For me, coming from humble beginnings to now being at this level – I played for the Queen’s birthday – when you’re sitting around and dining with kings and queens, [having been] a little kid that came from Jamaica, it’s humbling. After a while, you realise just how very fortunate you are and I don’t think that was given to me just so I could walk around drinking and partying. It had to be something greater. I have to use this platform I have to bring people together to do something amazing.

How did your partnershi­p with Sting come about?

I’VE known Sting for years. We have a mutual friend in common, Martin

Kierszenba­um. He was A&R for us both at Interscope. Then Martin started managing Sting and then managed me and he just thought that we would work well together.

We went into the studio to do one song and then we thought that we had a lot in common on many levels and that turned into a friendship... which then developed into an album. We just couldn’t get enough of each other and the way we make music, and the laughs and the fun, we just said ‘We’re gonna take this show on the road’.

Your joint album 44/876 won a Grammy. Did you expect to receive such an amazing response?

We didn’t know what to do with that thing because Sting & Shaggy on paper looks really weird. That’s kind of what attracted us to it anyway, the fact that no one was really expecting it and everybody would be sitting there thinking “What the f*** is it?”. But one thing was undeniable, which we knew it would be, was that once you came to a show, you would leave entertaine­d. The smiles on people’s faces, that’s all that matters really.

You’ve had four UK number one singles. Do you feel at home here?

I used to come over to the UK for years. It’s almost as if people thought I lived there. I had a few number ones and a lot of pop records.
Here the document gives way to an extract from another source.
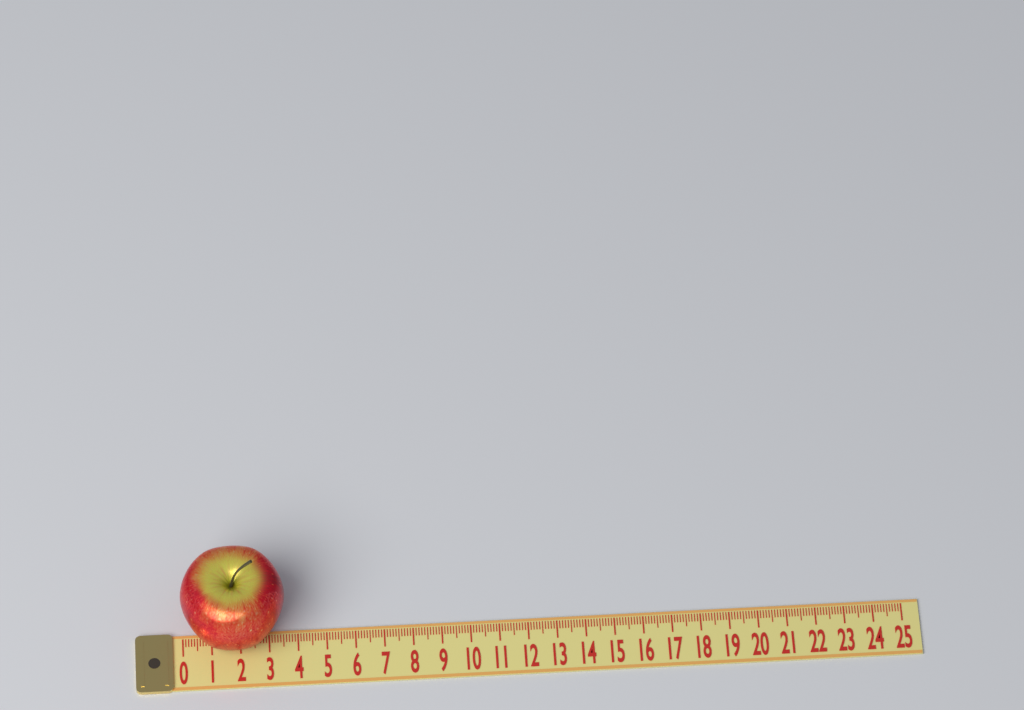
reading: 3.6 (no unit)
It started in 1992 with Oh, Carolina, which was the first dancehall record that went into the British chart at number

one, and then we were on Top Of The Pops four times, it was the first time dancehall really did that as well.
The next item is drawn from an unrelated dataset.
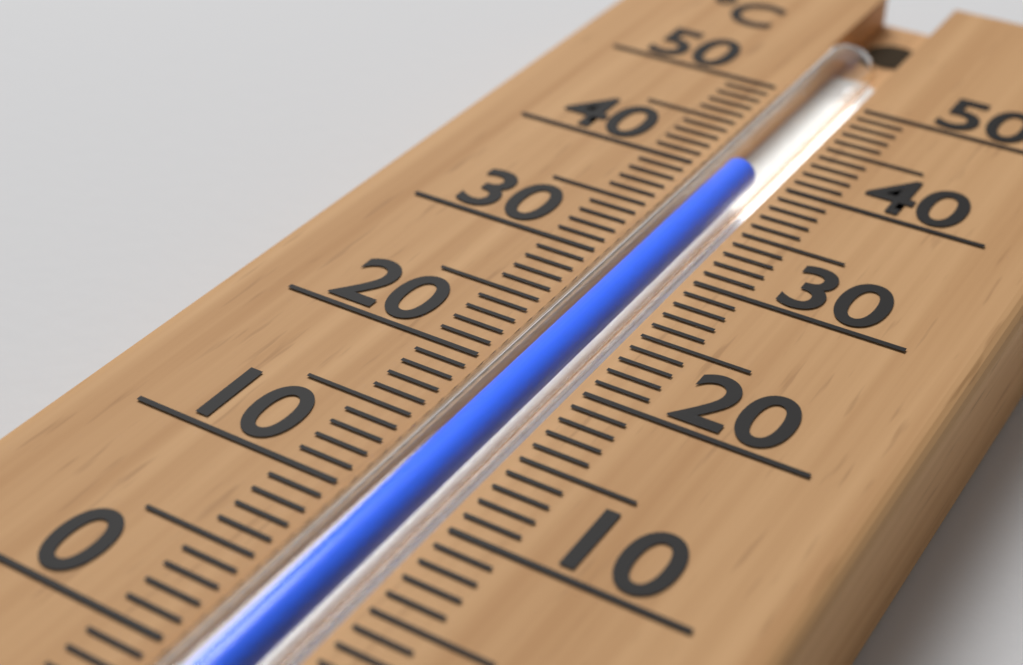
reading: 40 °C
Then I debuted at number one with Boombastic and it was a first time for reggae and dancehall again. At that point, I started to get to know everyone over there so England and the whole of the UK was a big part of that time for me. I have a lot of friends in the UK that I’ve known over the years.

We’re about to see you here as part of the Blast Off! Tour. Are you looking forward to being back on the road?

Yeah! I’ve literally just got back off the road with UB40 in North America, so this is a perfect time to be hitting the UK and Ireland. It’s a great line-up also. As soon as I looked at it I said, ‘Yeah, I definitely wanna go.’ It’s a line-up of great hits. It’s going to be good vibes. I’ve done a couple of shows with Nelly on several occasions and we’ve got Salt-N-Pepa and Blu Cantrell. I’m sure there will be a lot of guests coming in and out.

What have been your own personal career highlights?

There are a lot. Meeting James Brown and him being such a big Shaggy fan was an out-of-body experience.

You must be proud of your charity work...

A hospital for children (the Bustamante Hospital for Children in Kinsgton, Jamaica) was what I chose to get behind because it was the only one in the Englishspe­aking Caribbean.

I had the ability to get sponsorshi­p and pull people together and create these massive concerts (the biennial Shaggy and Friends concerts). We were able to build their cardiac wing, and were very instrument­al in the building of the cath lab and all the equipment.

I’m also a brand ambassador for Food For The Poor, which is the fifth largest charity in the US. I do a lot of work with Home Base, which is a charity for the military to combat invisible wounds and I work with Chain Of Hope who do cardiac operations for little babies in Third World countries.

What else is in the pipeline? Sting and I might get back in the studio as there’s a project we’re discussing, so we’ll see how that works. It’s going to be something off the wall. It seems so far fetched, people might not understand it, but that’s how we like it. When you’ve been doing things so long, you just look for things that excite you. ●●Shaggy is at Resorts World Arena, NEC, on March 12.